Gallagher Beach has stormwater runoff from combined sewer overflow (which mixes sanitary and stormwater runoff together when there is a rain event) and legacy contamination issues from industrial sites. This heavy pollution, and agricultural, roadway, and other runoff from chemlawns and gardens, characterize the conditions of our waterfronts and our waters.

The concentrated rain events that are continuing to build in this region are probably signs of climate change.  One of the most well known predictions of how climate change will effect our region involves more extreme precipitation events. (Union of Concerned Scientists: “Confronting Climate change in the Great Lakes Region, Impacts on our Communities and Ecoystems.”)

Extreme precipitation events include big snows, flooding, and even drought conditions between big events. If you live in Western New York you have been witness to unusual weather patterns including extreme events during the past five years, including this year and this summer. The impact of these events on our antiquated sewer systems and the resulting runoff into our streams, rivers, and lakes is considerable. There is an unconfirmed report that more than 100 million gallons of untreated sewerage was released by a local sewer authority late last week, which reached the Niagara River. We are working on this story. Stay tuned.

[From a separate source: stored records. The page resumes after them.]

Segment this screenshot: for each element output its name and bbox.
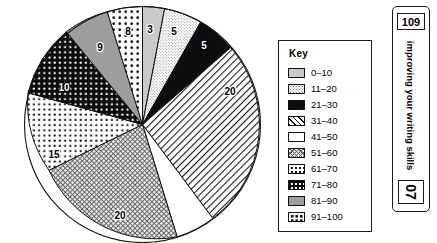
legend-swatch-icon <box>288 132 305 142</box>
legend-item-label: 21–30 <box>311 100 337 110</box>
section-number-label: 07 <box>403 184 419 200</box>
legend-item-61-70[interactable]: 61–70 <box>288 161 371 177</box>
margin-tab: 109 improving your writing skills 07 <box>392 6 430 212</box>
legend-item-label: 31–40 <box>311 116 337 126</box>
section-title-rotated: improving your writing skills <box>393 30 429 180</box>
legend-swatch-icon <box>288 100 305 110</box>
legend-swatch-icon <box>288 164 305 174</box>
pie-label-0-10: 3 <box>147 24 153 35</box>
legend-item-51-60[interactable]: 51–60 <box>288 145 371 161</box>
page-canvas: 3 5 5 20 20 15 10 9 8 Key 0–10 11–20 21–… <box>0 0 437 243</box>
legend-title: Key <box>289 48 371 59</box>
pie-label-21-30: 5 <box>201 40 207 51</box>
legend-item-label: 11–20 <box>311 84 337 94</box>
legend-swatch-icon <box>288 180 305 190</box>
legend-item-label: 51–60 <box>311 148 337 158</box>
legend-item-41-50[interactable]: 41–50 <box>288 129 371 145</box>
legend-item-31-40[interactable]: 31–40 <box>288 113 371 129</box>
legend-item-label: 0–10 <box>311 68 332 78</box>
pie-label-61-70: 15 <box>48 149 60 160</box>
legend-item-71-80[interactable]: 71–80 <box>288 177 371 193</box>
section-title-label: improving your writing skills <box>406 40 417 169</box>
legend-item-label: 41–50 <box>311 132 337 142</box>
legend-item-81-90[interactable]: 81–90 <box>288 193 371 209</box>
pie-label-71-80: 10 <box>58 82 70 93</box>
legend-item-label: 71–80 <box>311 180 337 190</box>
pie-label-91-100: 8 <box>125 26 131 37</box>
pie-label-11-20: 5 <box>171 26 177 37</box>
pie-label-81-90: 9 <box>97 42 103 53</box>
legend-item-91-100[interactable]: 91–100 <box>288 209 371 225</box>
legend-swatch-icon <box>288 68 305 78</box>
legend-item-label: 61–70 <box>311 164 337 174</box>
legend-swatch-icon <box>288 116 305 126</box>
legend-item-label: 91–100 <box>311 212 343 222</box>
legend-item-label: 81–90 <box>311 196 337 206</box>
legend-swatch-icon <box>288 84 305 94</box>
pie-label-31-40: 20 <box>224 86 236 97</box>
page-number: 109 <box>397 13 425 30</box>
pie-slices <box>28 6 260 238</box>
legend-swatch-icon <box>288 148 305 158</box>
pie-chart-svg: 3 5 5 20 20 15 10 9 8 <box>22 4 263 243</box>
legend-item-21-30[interactable]: 21–30 <box>288 97 371 113</box>
legend-item-0-10[interactable]: 0–10 <box>288 65 371 81</box>
legend-swatch-icon <box>288 212 305 222</box>
legend-item-11-20[interactable]: 11–20 <box>288 81 371 97</box>
pie-chart: 3 5 5 20 20 15 10 9 8 <box>22 4 263 243</box>
legend-swatch-icon <box>288 196 305 206</box>
section-number: 07 <box>398 180 424 204</box>
chart-legend: Key 0–10 11–20 21–30 31–40 41–50 51–60 6… <box>278 40 372 232</box>
pie-label-51-60: 20 <box>114 210 126 221</box>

Having swimmable beaches has to remain and evolve as a centerpiece of our redevelopment priorities. It’s not just a shiny object; it’s a hook to hang our future on. It’s a canary to measure whether or not we can thrive or survive. We are pleased to see that a recent Great Lakes Restoration Initiative, through a partnership with the National Oceanographic and Atmospheric Administration (NOAA), the Great Lakes Commission, and the Buffalo Niagara Riverkeeper, is bringing another announced $5 million to help restore the Buffalo River.  This kind of investment is critical to restoring habitat and keeping hope alive that we can have swimmable and drinkable water someday.

But is it enough? Regional and local initiatives to improve sewer systems, stormwater runoff, agricultural runoff, legacy contamination and other point and non-point pollution sources are just not enough. Even in the face of dire predictions about humanities future, it is worth it to not only not give up hope, but to continue to fight for a future that works for more people.

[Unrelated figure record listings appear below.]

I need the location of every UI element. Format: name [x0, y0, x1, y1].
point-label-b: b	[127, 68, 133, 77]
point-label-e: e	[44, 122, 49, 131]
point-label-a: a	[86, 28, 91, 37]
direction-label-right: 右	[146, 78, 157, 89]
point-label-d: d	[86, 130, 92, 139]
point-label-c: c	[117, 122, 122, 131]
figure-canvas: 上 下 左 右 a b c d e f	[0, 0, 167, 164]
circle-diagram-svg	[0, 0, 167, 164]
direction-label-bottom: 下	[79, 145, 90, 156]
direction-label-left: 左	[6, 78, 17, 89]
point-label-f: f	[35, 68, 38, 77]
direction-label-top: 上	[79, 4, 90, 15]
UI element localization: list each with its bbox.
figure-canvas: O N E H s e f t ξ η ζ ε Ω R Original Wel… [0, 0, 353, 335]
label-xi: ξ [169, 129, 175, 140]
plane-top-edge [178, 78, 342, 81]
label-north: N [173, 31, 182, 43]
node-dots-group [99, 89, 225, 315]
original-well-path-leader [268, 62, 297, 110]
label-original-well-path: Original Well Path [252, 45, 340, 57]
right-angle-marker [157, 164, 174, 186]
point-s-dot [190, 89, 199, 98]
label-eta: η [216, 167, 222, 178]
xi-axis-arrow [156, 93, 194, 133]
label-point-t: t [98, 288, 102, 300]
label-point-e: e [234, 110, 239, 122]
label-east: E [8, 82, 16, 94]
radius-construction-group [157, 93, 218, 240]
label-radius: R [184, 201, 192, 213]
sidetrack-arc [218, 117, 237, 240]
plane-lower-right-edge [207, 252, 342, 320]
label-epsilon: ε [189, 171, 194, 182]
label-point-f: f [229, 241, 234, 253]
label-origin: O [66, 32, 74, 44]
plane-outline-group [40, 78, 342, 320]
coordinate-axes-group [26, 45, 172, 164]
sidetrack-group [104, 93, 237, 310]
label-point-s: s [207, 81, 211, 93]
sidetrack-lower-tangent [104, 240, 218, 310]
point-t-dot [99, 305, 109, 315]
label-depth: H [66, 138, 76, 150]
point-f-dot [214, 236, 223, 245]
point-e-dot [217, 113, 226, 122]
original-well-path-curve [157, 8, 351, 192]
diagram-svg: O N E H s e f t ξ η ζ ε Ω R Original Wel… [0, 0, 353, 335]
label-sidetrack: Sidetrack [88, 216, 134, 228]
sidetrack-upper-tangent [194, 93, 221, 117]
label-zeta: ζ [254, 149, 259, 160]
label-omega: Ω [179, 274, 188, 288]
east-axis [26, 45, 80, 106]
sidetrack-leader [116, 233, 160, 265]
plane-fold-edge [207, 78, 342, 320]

Imagine, if you will, what clean water would mean to Western New York? Imagine pristine sand beaches characterizing our summer days. Imagine how this would attract investment, improve quality of life, give hope to future generations?

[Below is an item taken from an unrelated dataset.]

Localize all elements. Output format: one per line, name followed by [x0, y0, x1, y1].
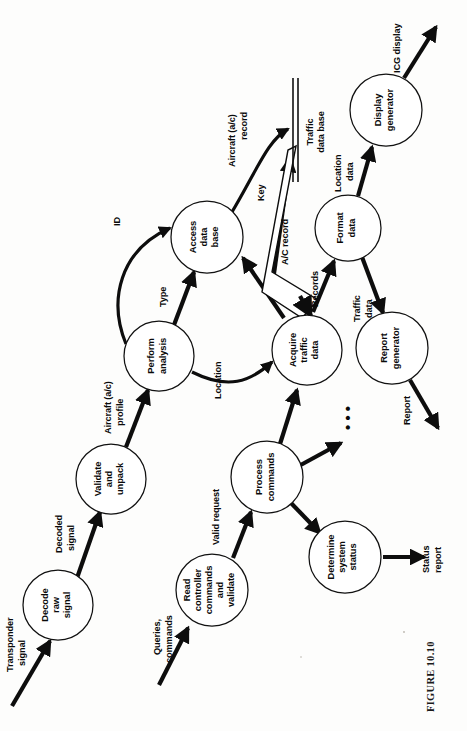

Instead, like an unstoppable freight train full of Bakkan crude, we continue to move in the opposite direction.

Imagine if you will, what our city and region could look like in 10,15,50, or 100 years if we act now toward better stewardship instead of surrendering to our worst instincts such as not giving a damn.

Here is a thought: Why is it that we treat our waterways as waste dumps? Let’s change that. Let’s find science and the political will to turn over this idiotic dependency on waterways to dump our waste. Why is it that we legalize pollution through permits and allow our sewers to dump treated or untreated waste into the Buffalo River, Niagara River, and Lake Erie and literally every other waterway? Why can’t we begin to envision and maybe plan a future that moves our sewers away from our drinking water?  It is summer of 2015. Are we going to continue to be so blind and indifferent that we will continue to march like the proverbial lemmings oveer the cliff articulated by Professors McPherson and Hansen? Is it because we are afraid of the cost? What is more cost-effective? The end of hope, the end of humanity, the end of our region, or a plan and an investment that really addresses the elephant in the room. Do we have a future? You decide.

Idiocracy.


Jay Burney is environment and ecology editor for The Public and a founder of GreenWatch.